Colliding tragedies and the missing pie slice
Anne B. Butterfield, May 20, 2010 (NewEnergyNews)
While the blame game proceeds in Capitol Hill seeking the cause of the Gulf of Mexico oil spill, some voices are adamant on the larger picture: we demand this product to be cheap so that we can waste it. All of us caused this monstrous accident.
The problem is so much worse than this visible tragedy.
Few are admitting that the amount of oil from offshore drilling, which could offer up to 15 years of American supply, is swallowed in the shadow of financial uncertainty in producing such oil. The capital risk of exploring and tapping those fields cause great pause to energy companies. Oil companies should be even more hesitant now that deep sea operations have proven to be like space adventures requiring ceaseless dedication and accountability. That sterling standard is not a great match for companies which have been earning billions per quarter after getting what they want from regulators by having their lobbyists literally sleep with them.
While oil companies have great access to government regulators paid with public funds, they do seem to enjoy great privacy concealing the many strategic vulnerabilities of our oil based life.
Fox News recently refused to run an ad by VoteVets.org calling for the passage of a climate and energy bill based on a well known link between oil markets and Iran’s invention of sophisticated weaponry against our armed forces. Partly owned by a Saudi interest, Fox dismissed the ad as too “confusing”.
The press was also notoriously silent about a small earthquake of news on the oil front that appeared nine days before the platform explosion, which was shared by the Guardian of UK: The U.S. Joint Forces command issued a Joint Operating Environment report warning that surplus oil production capacity could vanish as soon as 2012, leading to serious oil shortages by 2015.
That grand omission might stem from the denial of the Energy Information Administration, which forecasts that the world could be producing millions of more barrels of oil per day within two decades if the capital investments get made. That’s a big “if” when such capital would be better spent on technology that could reap renewable, clean energy.
More mischief from oil’s privacy: the EIA’s nation-by-nation analysis of resources relied on proprietary data that cannot be released for further scrutiny. What nation doesn’t inflate their strategic, competitive advantages? Saddam Hussein taught us that lesson, luring us into war to our lasting financial plight.
Another problem with the EIA’s sunny optimism is that it’s upstaged by its own preceding pessimism, shown in a 2009 graph showing a glaring and widening gap between supply and demand for liquid fuels starting in 2012. If someone offered you a pie slice at Thanksgiving as wide as that oil supply gap, you’d say “Oh no, no, that’s too much.”
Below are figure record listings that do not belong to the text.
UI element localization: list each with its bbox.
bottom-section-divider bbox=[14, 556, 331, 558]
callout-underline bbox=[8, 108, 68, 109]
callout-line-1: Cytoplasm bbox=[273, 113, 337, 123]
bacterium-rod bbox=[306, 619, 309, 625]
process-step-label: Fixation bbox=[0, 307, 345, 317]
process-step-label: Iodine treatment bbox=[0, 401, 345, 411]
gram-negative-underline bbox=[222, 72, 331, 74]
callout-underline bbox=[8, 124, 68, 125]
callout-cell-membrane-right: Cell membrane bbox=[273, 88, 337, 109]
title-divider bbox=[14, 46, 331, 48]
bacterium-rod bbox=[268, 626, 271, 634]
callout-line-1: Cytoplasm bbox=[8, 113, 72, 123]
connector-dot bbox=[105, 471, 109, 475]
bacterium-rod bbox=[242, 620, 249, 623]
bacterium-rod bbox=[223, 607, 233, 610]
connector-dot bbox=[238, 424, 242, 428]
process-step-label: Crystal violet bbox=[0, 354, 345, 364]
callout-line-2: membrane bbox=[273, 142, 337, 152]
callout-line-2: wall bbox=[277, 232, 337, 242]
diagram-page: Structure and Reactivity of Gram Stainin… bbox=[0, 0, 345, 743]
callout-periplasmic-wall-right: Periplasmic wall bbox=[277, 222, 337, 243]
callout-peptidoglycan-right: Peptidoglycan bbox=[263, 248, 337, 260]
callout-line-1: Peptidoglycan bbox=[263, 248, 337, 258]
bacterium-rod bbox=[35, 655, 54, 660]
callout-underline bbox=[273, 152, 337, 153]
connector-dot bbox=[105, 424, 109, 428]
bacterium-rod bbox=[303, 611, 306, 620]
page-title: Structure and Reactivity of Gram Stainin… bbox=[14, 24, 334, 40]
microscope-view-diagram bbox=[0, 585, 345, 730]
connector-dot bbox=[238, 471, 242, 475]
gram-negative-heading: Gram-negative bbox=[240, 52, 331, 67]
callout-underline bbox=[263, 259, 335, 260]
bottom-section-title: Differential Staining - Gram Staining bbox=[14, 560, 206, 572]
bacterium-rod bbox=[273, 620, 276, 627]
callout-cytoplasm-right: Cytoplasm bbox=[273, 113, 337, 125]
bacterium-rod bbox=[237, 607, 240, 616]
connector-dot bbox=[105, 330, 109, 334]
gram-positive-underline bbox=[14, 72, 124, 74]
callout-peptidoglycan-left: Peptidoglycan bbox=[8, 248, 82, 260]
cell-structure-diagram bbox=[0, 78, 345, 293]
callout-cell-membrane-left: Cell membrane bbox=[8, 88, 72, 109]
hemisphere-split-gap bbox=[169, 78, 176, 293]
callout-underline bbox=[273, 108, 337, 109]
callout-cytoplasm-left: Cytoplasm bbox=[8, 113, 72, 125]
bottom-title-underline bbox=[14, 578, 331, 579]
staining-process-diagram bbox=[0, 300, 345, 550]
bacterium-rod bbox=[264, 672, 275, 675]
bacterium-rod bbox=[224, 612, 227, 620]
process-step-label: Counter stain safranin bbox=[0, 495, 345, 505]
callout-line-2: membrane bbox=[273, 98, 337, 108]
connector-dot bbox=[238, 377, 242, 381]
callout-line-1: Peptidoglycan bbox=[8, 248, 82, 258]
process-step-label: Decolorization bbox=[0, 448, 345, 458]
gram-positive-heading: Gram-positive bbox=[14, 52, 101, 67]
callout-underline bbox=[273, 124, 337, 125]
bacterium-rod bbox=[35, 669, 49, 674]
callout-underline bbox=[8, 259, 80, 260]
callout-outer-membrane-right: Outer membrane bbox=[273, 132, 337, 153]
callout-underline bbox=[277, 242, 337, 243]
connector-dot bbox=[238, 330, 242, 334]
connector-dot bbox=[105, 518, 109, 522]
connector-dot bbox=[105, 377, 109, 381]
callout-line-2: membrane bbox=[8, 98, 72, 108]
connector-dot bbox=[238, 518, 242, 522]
A major part of that missing pie slice shall come in part from the burgeoning demand for oil in China, which produced a 41 percent leap in sales for gas-powered vehicles in just the past year, according to the New York Times.
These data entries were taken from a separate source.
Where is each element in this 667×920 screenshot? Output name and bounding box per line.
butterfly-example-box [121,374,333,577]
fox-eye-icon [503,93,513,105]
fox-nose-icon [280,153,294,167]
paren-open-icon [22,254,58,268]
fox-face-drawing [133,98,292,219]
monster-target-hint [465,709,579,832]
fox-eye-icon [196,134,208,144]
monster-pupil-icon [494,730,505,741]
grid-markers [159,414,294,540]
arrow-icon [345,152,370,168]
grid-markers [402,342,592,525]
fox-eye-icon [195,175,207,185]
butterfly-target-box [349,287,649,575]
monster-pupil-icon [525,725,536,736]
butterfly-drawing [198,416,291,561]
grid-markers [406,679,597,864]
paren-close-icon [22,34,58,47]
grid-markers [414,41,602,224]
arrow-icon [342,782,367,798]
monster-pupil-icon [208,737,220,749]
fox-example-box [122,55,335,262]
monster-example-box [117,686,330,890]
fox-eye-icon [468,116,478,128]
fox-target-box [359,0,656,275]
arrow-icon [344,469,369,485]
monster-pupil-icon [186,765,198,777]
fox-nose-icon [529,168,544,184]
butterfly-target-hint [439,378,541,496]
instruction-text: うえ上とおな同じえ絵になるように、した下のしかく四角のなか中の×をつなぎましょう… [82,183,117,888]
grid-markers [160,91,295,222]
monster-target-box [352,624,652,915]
The blunt truth is we are idiotically dependent on inefficient internal combustion engines, and our waste of energy has brought the world to this moment of declining supplies foreseen by so many insider analysts such as Matthew Simmons.
As world oil prices rise, energy companies can commit capital to more dangerous and energy-intensive modes of extraction, resulting lately in environmental tragedies of biblical proportions. Consider tar sands extraction, in which hundreds of square miles of Canada’s boreal forest have been scraped to get up the gooey bitumen that can be turned into crude oil with the help of huge amounts of natural gas and water for heating. About 5 percent of our fuel in Colorado comes from Alberta’s tar sands.
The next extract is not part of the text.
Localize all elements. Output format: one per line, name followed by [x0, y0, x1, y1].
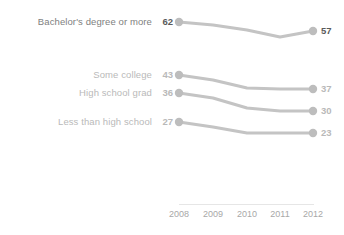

Also energy and water intensive, Congress concocted mandates and incentives for corn ethanol, the making of which sends runoff to the Gulf of Mexico that prompts blooms of algae that rob the water of oxygen, sending marine life fleeing – and this year they will go into oil tainted water.
Our reliance on oil of all types, not just imported, has created many tragedies, two of them now colliding in the Gulf with direct threat to our supply of seafood. The next hit will clobber our larger food supply with price hikes that won’t stop. What’s your family’s plan for transportation and food production, when the next oil shock comes? It could be sooner than expected.